A Good Woman Is Hard To Find is ultimately a showcase for Sarah Bolger. The Irish actress embodies her character, also called Sarah, with a kind of harrowed meekness that is haunting. She is a single mom living on a council estate in the wrong part of town. It turns out that her ex-husband has been murdered and she is trying to get justice for him while somehow holding the pieces together for her children. It’s a house of cards that quickly topples when a man bursts into Sarah’s apartment and stashes drugs in her bathroom.

At first, she goes along out of fright. However, the situation escalates and Sarah soon finds herself in a violent altercation with the thug. Which results in his corpse lying on her bedroom floor and a gang of sinister drug dealers hot on her heels. It’s a waking nightmare that galvanizes our sympathetic heroine. She is willing to do just about anything to protect her children and stay out of jail — even if it means dismembering a body in a gruesome, excruciatingly-detailed sequence.

Sarah’s ordeal is not over, however. She still has to take on the drug dealers, which leads to one of the most satisfying and oddly-believable showdowns in recent genre history. Sarah is never portrayed as a superhuman assassin. A day of training doesn’t turn her into a ninja. Instead, she blunders from conflict to conflict, running on nerves and sheer desperation. Sarah Bolger really shines here, expressing defiance and glowing embers of rage in every grimace and unsteady action.

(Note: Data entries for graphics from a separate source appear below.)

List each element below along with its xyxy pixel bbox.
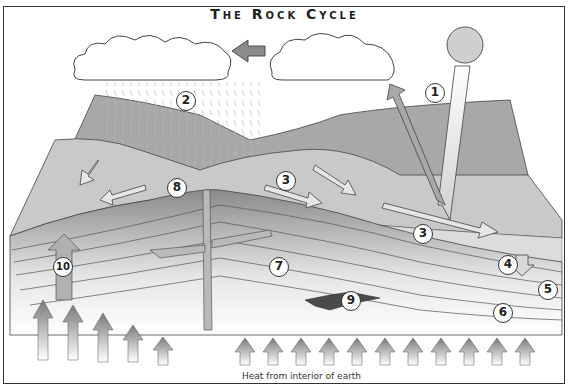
label-4: 4	[498, 255, 518, 275]
label-10: 10	[53, 257, 73, 277]
label-3a: 3	[276, 171, 296, 191]
cloud-right	[270, 33, 394, 80]
label-3b: 3	[413, 224, 433, 244]
wind-arrow	[232, 40, 265, 62]
label-2: 2	[176, 91, 196, 111]
heat-arrows-right	[235, 338, 535, 365]
label-8: 8	[167, 178, 187, 198]
label-6: 6	[493, 303, 513, 323]
rock-cycle-illustration	[0, 0, 569, 389]
cloud-left	[74, 35, 231, 80]
heat-caption: Heat from interior of earth	[242, 371, 361, 381]
label-5: 5	[538, 280, 558, 300]
label-1: 1	[425, 83, 445, 103]
label-9: 9	[341, 291, 361, 311]
label-7: 7	[269, 257, 289, 277]
sun-icon	[447, 27, 483, 63]
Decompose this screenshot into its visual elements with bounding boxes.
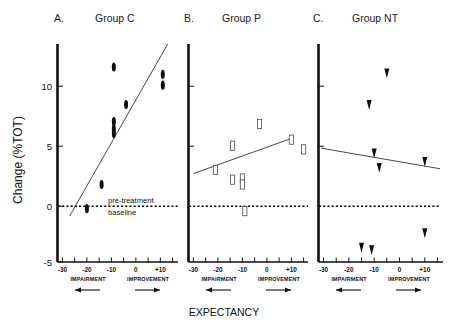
data-point [257, 119, 261, 128]
panel-a-improvement-label: IMPROVEMENT [127, 276, 169, 282]
x-tick-label: -30 [319, 266, 329, 273]
panel-b: B. Group P -30-20-100+10 IMPAIRMENT IMPR… [184, 12, 308, 293]
panel-c-improvement-label: IMPROVEMENT [388, 276, 430, 282]
scientific-figure: Change (%TOT) A. Group C 10 5 0 -5 -30-2… [0, 0, 449, 330]
x-tick-label: -20 [82, 266, 92, 273]
y-tick-5: 5 [47, 141, 52, 152]
x-axis-label: EXPECTANCY [189, 306, 259, 318]
panel-c-impairment-label: IMPAIRMENT [331, 276, 367, 282]
panel-b-impairment-arrow [206, 287, 231, 292]
data-point [359, 243, 364, 253]
panel-c-x-tick-labels: -30-20-100+10 [319, 266, 431, 273]
panel-b-impairment-label: IMPAIRMENT [201, 276, 237, 282]
panel-b-x-tick-labels: -30-20-100+10 [189, 266, 297, 273]
panel-a-regression-line [70, 44, 168, 216]
panel-a: A. Group C 10 5 0 -5 -30-20-100+10 pre-t… [41, 12, 178, 293]
y-tick-neg5: -5 [44, 257, 52, 268]
panel-a-impairment-label: IMPAIRMENT [70, 276, 106, 282]
panel-a-data-points [85, 62, 165, 213]
y-axis-label: Change (%TOT) [11, 116, 25, 204]
panel-b-regression-line [193, 138, 291, 173]
panel-a-title: Group C [95, 12, 135, 24]
panel-c-title: Group NT [352, 12, 399, 24]
data-point [161, 70, 165, 79]
x-tick-label: -20 [344, 266, 354, 273]
data-point [302, 145, 306, 154]
y-tick-0: 0 [47, 201, 52, 212]
data-point [112, 62, 116, 71]
panel-a-letter: A. [54, 12, 64, 24]
x-tick-label: 0 [265, 266, 269, 273]
data-point [422, 228, 427, 238]
figure-container: Change (%TOT) A. Group C 10 5 0 -5 -30-2… [0, 0, 449, 330]
panel-b-letter: B. [184, 12, 194, 24]
data-point [213, 165, 217, 174]
data-point [240, 180, 244, 189]
regression-line [70, 44, 168, 216]
regression-line [193, 138, 291, 173]
data-point [112, 129, 116, 138]
data-point [422, 157, 427, 167]
data-point [230, 175, 234, 184]
x-tick-label: +10 [286, 266, 297, 273]
data-point [377, 163, 382, 173]
panel-b-improvement-arrow [266, 287, 291, 292]
data-point [100, 180, 104, 189]
panel-a-improvement-arrow [135, 287, 160, 292]
panel-c-letter: C. [313, 12, 324, 24]
data-point [369, 245, 374, 255]
x-tick-label: 0 [398, 266, 402, 273]
data-point [243, 207, 247, 216]
x-tick-label: +10 [155, 266, 166, 273]
data-point [85, 204, 89, 213]
panel-b-title: Group P [222, 12, 261, 24]
data-point [367, 100, 372, 110]
x-tick-label: -30 [58, 266, 68, 273]
y-tick-10: 10 [41, 81, 52, 92]
data-point [384, 68, 389, 78]
x-tick-label: 0 [134, 266, 138, 273]
panel-c-impairment-arrow [336, 287, 361, 292]
panel-c-data-points [359, 68, 427, 255]
data-point [161, 81, 165, 90]
panel-c-improvement-arrow [396, 287, 421, 292]
x-tick-label: -30 [189, 266, 199, 273]
baseline-label-line2: baseline [108, 208, 136, 217]
panel-a-x-tick-labels: -30-20-100+10 [58, 266, 166, 273]
data-point [124, 100, 128, 109]
x-tick-label: -10 [107, 266, 117, 273]
data-point [230, 141, 234, 150]
panel-b-improvement-label: IMPROVEMENT [258, 276, 300, 282]
panel-b-data-points [213, 119, 305, 215]
baseline-label-line1: pre-treatment [108, 196, 154, 205]
data-point [289, 135, 293, 144]
x-tick-label: +10 [419, 266, 430, 273]
x-tick-label: -20 [213, 266, 223, 273]
x-tick-label: -10 [370, 266, 380, 273]
panel-c: C. Group NT -30-20-100+10 IMPAIRMENT IMP… [313, 12, 443, 293]
y-axis-label-group: Change (%TOT) [11, 116, 25, 204]
panel-a-impairment-arrow [75, 287, 100, 292]
x-tick-label: -10 [238, 266, 248, 273]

Equally impressive is Pastoll’s crisp direction. He demonstrates a real flair for action, whether it be in a neatly-staged drug robbery or Sarah’s final showdown in the neon-lit nightclub. The pacing is also snappy without skimping on character development, and the supporting cast adds another layer of realism and emotional heft to the film. (Jane Brennan, in particular, excels as Sarah’s cold, but dependable mother). At a time when new content has slowed to a dribble, A Good Woman Is Hard To Find offers sweet relief for genre fans. The film is now available to rent or download on VOD services.